Moving from a victim mindset when it comes to constraints
Part 2 of a multi-part series on making constraints beautiful.

Last week I made the argument that limitations might not be causes for discouragement or even circumstances to overcome. Instead, constraints might be sparks for our imaginations. (Some people and organizations impose impediments on themselves for this very reason.) To get to that creative space, though, we have to be in right relationship to our constraints.
In A Beautiful Constraint: How to Transform Your Limitations Into Advantages, and Why It's Everyone's Business Adam Morgan and Mark Barden propose that there are three stages we move through when we butt up against a limitation:
Victim. “Well, I guess we can’t do what we had planned.”
Neutralizer. “Maybe there’s a workaround…”
Transformer. “What if there’s a whole new way of thinking about this that might be even better and bolder?”
In church life we are often stuck in one of the first two stages. In the victim stage we are deeply mired in scarcity thinking. We don’t have enough money. We don’t have enough people.
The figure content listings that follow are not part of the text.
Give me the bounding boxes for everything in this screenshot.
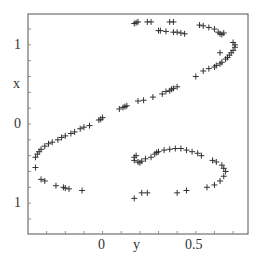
y-tick-label-top: 1 bbox=[14, 38, 21, 52]
plus-marker bbox=[66, 186, 72, 192]
plus-marker bbox=[174, 190, 180, 196]
plus-marker bbox=[38, 176, 44, 182]
plus-marker bbox=[148, 154, 154, 160]
plus-marker bbox=[144, 190, 150, 196]
plus-marker bbox=[161, 147, 167, 153]
plus-marker bbox=[200, 23, 206, 29]
plus-marker bbox=[174, 84, 180, 90]
plus-marker bbox=[174, 29, 180, 35]
y-tick-label-bottom: 1 bbox=[14, 196, 21, 210]
plus-marker bbox=[182, 31, 188, 37]
plus-marker bbox=[77, 126, 83, 132]
plus-marker bbox=[211, 26, 217, 32]
plus-marker bbox=[42, 178, 48, 184]
plus-marker bbox=[193, 74, 199, 80]
plus-marker bbox=[200, 68, 206, 74]
plus-marker bbox=[141, 97, 147, 103]
plus-marker bbox=[170, 19, 176, 25]
plus-marker bbox=[68, 130, 74, 136]
plus-marker bbox=[81, 124, 87, 130]
plus-marker bbox=[213, 159, 219, 165]
plus-marker bbox=[72, 129, 78, 135]
plus-marker bbox=[116, 106, 122, 112]
plus-marker bbox=[150, 94, 156, 100]
plus-marker bbox=[79, 187, 85, 193]
x-axis-label: y bbox=[133, 238, 140, 252]
plus-marker bbox=[131, 195, 137, 201]
y-tick-label-middle: 0 bbox=[14, 117, 21, 131]
plus-marker bbox=[87, 123, 93, 129]
plus-marker bbox=[178, 30, 184, 36]
plus-marker bbox=[178, 146, 184, 152]
data-points bbox=[32, 19, 237, 201]
plus-marker bbox=[183, 147, 189, 153]
plus-marker bbox=[167, 146, 173, 152]
plus-marker bbox=[32, 165, 38, 171]
plus-marker bbox=[183, 187, 189, 193]
x-tick-label-zero: 0 bbox=[98, 238, 105, 252]
plus-marker bbox=[148, 19, 154, 25]
plus-marker bbox=[189, 149, 195, 155]
plus-marker bbox=[172, 146, 178, 152]
plus-marker bbox=[139, 190, 145, 196]
plus-marker bbox=[217, 50, 223, 56]
x-tick-label-half: 0.5 bbox=[185, 238, 203, 252]
plus-marker bbox=[210, 157, 216, 163]
plot-frame bbox=[28, 14, 248, 234]
y-axis-label: x bbox=[13, 77, 20, 91]
plus-marker bbox=[217, 178, 223, 184]
plus-marker bbox=[163, 28, 169, 34]
scatter-plot bbox=[0, 0, 263, 267]
plus-marker bbox=[197, 22, 203, 28]
plus-marker bbox=[62, 133, 68, 139]
plus-marker bbox=[135, 98, 141, 104]
plus-marker bbox=[53, 183, 59, 189]
plus-marker bbox=[206, 66, 212, 72]
plus-marker bbox=[206, 24, 212, 30]
plus-marker bbox=[204, 184, 210, 190]
plus-marker bbox=[49, 139, 55, 145]
plus-marker bbox=[211, 182, 217, 188]
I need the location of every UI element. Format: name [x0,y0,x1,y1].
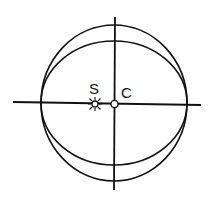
center-marker-icon [111,100,118,107]
sun-label: S [89,80,99,97]
sun-icon [88,97,102,111]
center-label: C [121,84,132,101]
ellipse-diagram: S C [0,0,212,200]
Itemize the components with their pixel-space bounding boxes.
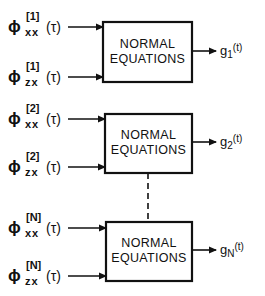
superscript: [2] (26, 102, 39, 114)
subscript: zx (25, 275, 39, 287)
block-label-line1: NORMAL (106, 236, 192, 251)
subscript: zx (25, 166, 39, 178)
phi-symbol: ϕ (8, 218, 21, 238)
superscript: [N] (26, 259, 41, 271)
output-label-2: g2(t) (220, 134, 242, 149)
subscript: zx (25, 76, 39, 88)
superscript: [1] (26, 10, 39, 22)
input-label-xx-n: ϕ [N] xx (τ) (6, 217, 68, 241)
superscript: [2] (26, 150, 39, 162)
input-label-zx-n: ϕ [N] zx (τ) (6, 265, 68, 289)
output-argument: (t) (234, 241, 243, 252)
output-label-n: gN(t) (220, 242, 244, 257)
input-label-zx-2: ϕ [2] zx (τ) (6, 156, 68, 180)
block-label-line2: EQUATIONS (105, 143, 192, 158)
tau-argument: (τ) (46, 268, 61, 284)
phi-symbol: ϕ (8, 157, 21, 177)
superscript: [1] (26, 60, 39, 72)
subscript: xx (25, 26, 39, 38)
phi-symbol: ϕ (8, 266, 21, 286)
input-label-xx-2: ϕ [2] xx (τ) (6, 108, 68, 132)
block-label-line1: NORMAL (105, 128, 192, 143)
block-label-line2: EQUATIONS (106, 251, 192, 266)
subscript: xx (25, 118, 39, 130)
tau-argument: (τ) (46, 111, 61, 127)
block-label-line2: EQUATIONS (103, 52, 192, 67)
input-label-xx-1: ϕ [1] xx (τ) (6, 16, 68, 40)
block-label-n: NORMAL EQUATIONS (106, 236, 192, 266)
block-label-2: NORMAL EQUATIONS (105, 128, 192, 158)
block-label-1: NORMAL EQUATIONS (103, 37, 192, 67)
superscript: [N] (26, 211, 41, 223)
block-label-line1: NORMAL (103, 37, 192, 52)
output-argument: (t) (233, 133, 242, 144)
phi-symbol: ϕ (8, 17, 21, 37)
tau-argument: (τ) (46, 19, 61, 35)
output-subscript: 2 (227, 140, 233, 151)
input-label-zx-1: ϕ [1] zx (τ) (6, 66, 68, 90)
tau-argument: (τ) (46, 159, 61, 175)
output-label-1: g1(t) (220, 43, 242, 58)
phi-symbol: ϕ (8, 109, 21, 129)
output-argument: (t) (233, 42, 242, 53)
output-subscript: 1 (227, 49, 233, 60)
tau-argument: (τ) (46, 220, 61, 236)
subscript: xx (25, 227, 39, 239)
phi-symbol: ϕ (8, 67, 21, 87)
tau-argument: (τ) (46, 69, 61, 85)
We’ll just have to adjust our hopes for the future. (If our hopes are the fruit of discernment, giving up is spiritually dangerous business.) In the neutralizer stage we’re a little more scrappy. We find ways to “make it work.” Maybe we cancel the copier contract and go to online newsletters and projected bulletins only so that the copier money can fund something else. Maybe we give our pastor more time off instead of a cost of living raise. As neutralizers we don’t give up, but we also don’t drastically change our approach to limitations.
Transformers, though, go big. They consider what is causing a constraint to begin with. They question what others might see as givens. They aren’t afraid to experiment. So, for example, if my congregation wants to reach out to people who have been hurt by or in church, my members and I need to have some sense of and empathy for what that wound is about. We need to question whether it is necessary or even helpful for those who’ve been hurt to cross the threshold of our physical plant and whether in-person gatherings are the best means of connection. Then, powered by the Holy Spirit, we need to try a few faithful things and be willing for those attempts to fail until we find what works for the people we want to welcome.
I think we see all three stages reflected in the early Church. The disciples lock themselves away after the crucifixion, and even those who are brave enough to be out and about like the Jesus followers on the Emmaus Road (“We had hoped…”) are in the victim stage. In the transition time between Jesus’ ascension and Pentecost, the disciples take on a neutralizer approach. (“Well, we’re down a disciple, so let’s pick a new one.”) But after the Holy Spirit lights a fire under them, the disciples are off and running, sharing the Gospel since Jesus is no longer physically present to do so, trying to figure out what the body of Christ looks like in this new reality, getting in trouble a lot with the establishment, changing their understandings of what is most important, and inviting in people they previously would not have considered neighbors, much less good religious matches. These first victim —> neutralizer —> transformer followers are the reason we have the Church today.
Luckily, Morgan and Barden note that all of us have the ability to move from victim to neutralizer to transformer. How we do that will be the subject of the next article on beautiful constraints.
This article is part 2 in a multi-part series. Read part 1 here.